Who can apply
This Open Call is aimed at artists, designers, researchers or collectives, to use one of the AIL spaces as a workplace for
artistic work or experimental formats and are interested in presenting their insights and practice to the public.
Please note: The Open Call is addressed only to Alumni, who are currently NOT affiliated with the Angewandte
via a Phd, teaching position or employment.
About the programme
The AIL Residency Program
2027 focuses on the main topic of knowledge production. In the application one or both of the key areas below should be addressed
within the proposed project:1) Ecologies of knowledge or collective ways of knowing:
This strand focuses on knowledge as a relational and ecological process rather than an individual or isolated act
of cognition. It highlights interdisciplinary, collaborative, and distributed forms of knowledge production, emphasizing collective,
networked, and processual modes of thinking and making.

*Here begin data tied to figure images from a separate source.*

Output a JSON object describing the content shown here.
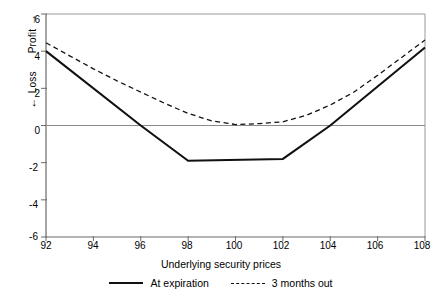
{
  "chart_data": {
    "type": "line",
    "title": "",
    "xlabel": "Underlying security prices",
    "ylabel": "Profit / Loss",
    "ylabel_parts": {
      "profit": "Profit",
      "loss": "Loss",
      "up_arrow": "↑",
      "down_arrow": "↓"
    },
    "xlim": [
      92,
      108
    ],
    "ylim": [
      -6,
      6
    ],
    "xticks": [
      92,
      94,
      96,
      98,
      100,
      102,
      104,
      106,
      108
    ],
    "xtick_labels": [
      "92",
      "94",
      "96",
      "98",
      "100",
      "102",
      "104",
      "106",
      "108"
    ],
    "yticks": [
      6,
      4,
      2,
      0,
      -2,
      -4,
      -6
    ],
    "ytick_labels": [
      "6",
      "4",
      "2",
      "0",
      "-2",
      "-4",
      "-6"
    ],
    "grid": false,
    "zero_line": true,
    "legend_position": "below",
    "series": [
      {
        "name": "At expiration",
        "style": "solid",
        "color": "#111111",
        "x": [
          92,
          96,
          98,
          102,
          104,
          108
        ],
        "values": [
          4.0,
          0.0,
          -1.9,
          -1.8,
          0.0,
          4.2
        ]
      },
      {
        "name": "3 months out",
        "style": "dashed",
        "color": "#111111",
        "x": [
          92,
          93,
          94,
          95,
          96,
          97,
          98,
          99,
          100,
          101,
          102,
          103,
          104,
          105,
          106,
          107,
          108
        ],
        "values": [
          4.45,
          3.75,
          3.05,
          2.4,
          1.8,
          1.2,
          0.65,
          0.25,
          0.05,
          0.1,
          0.2,
          0.55,
          1.1,
          1.8,
          2.7,
          3.65,
          4.6
        ]
      }
    ]
  },
  "legend": {
    "entries": [
      {
        "label": "At expiration",
        "style": "solid"
      },
      {
        "label": "3 months out",
        "style": "dashed"
      }
    ]
  },
  "colors": {
    "line": "#111111",
    "axis": "#6b6b6b",
    "zero_line": "#8a8a8a",
    "background": "#ffffff"
  }
}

This includes para-academic practices
as well as locally embedded or “endemic” epistemologies, which emerge from specific cultural, social, and material contexts.
The emphasis lies on alternative knowledge ecologies that challenge dominant institutional and disciplinary boundaries.
In that sense we welcome collective or collaborative working practices, which approache a chosen topic via new forms
of knowledge production. Maybe you are looking for a space to test out workshop formats, collective research-methods or other
forms of experimental knowledge production. Projects are encouraged to consider how knowledge can be communicated beyond institutional
settings and contribute to public-facing exchange and dialogue with non-academic contexts.
2) Questions of knowledge production:
We are welcoming research
projects that focus on the topic of critical knowledge production itself: How is knowledge created, shared, challenged, legitimized
or contested?
This strand engages with issues of epistemic justice and injustice, including
questions of who is recognized as a legitimate “knower” within dominant knowledge systems. It also critically examines the
power dynamics embedded in epistemic infrastructures, such as processes of canon formation, archival practices, and mechanisms
of visibility and invisibility.
In addition, it addresses non-discursive
and more-than-textual forms of knowledge production, including embodied, situated, and affective epistemologies that exceed
conventional academic frameworks. Residency timeslots:
Residency #1:
8 Feb–8 Mar 2027
(dates can be slightly
adapted if necessary)
Residency #2:
15
Mar–16 Apr 2027
Applicants will be informed in October 2026.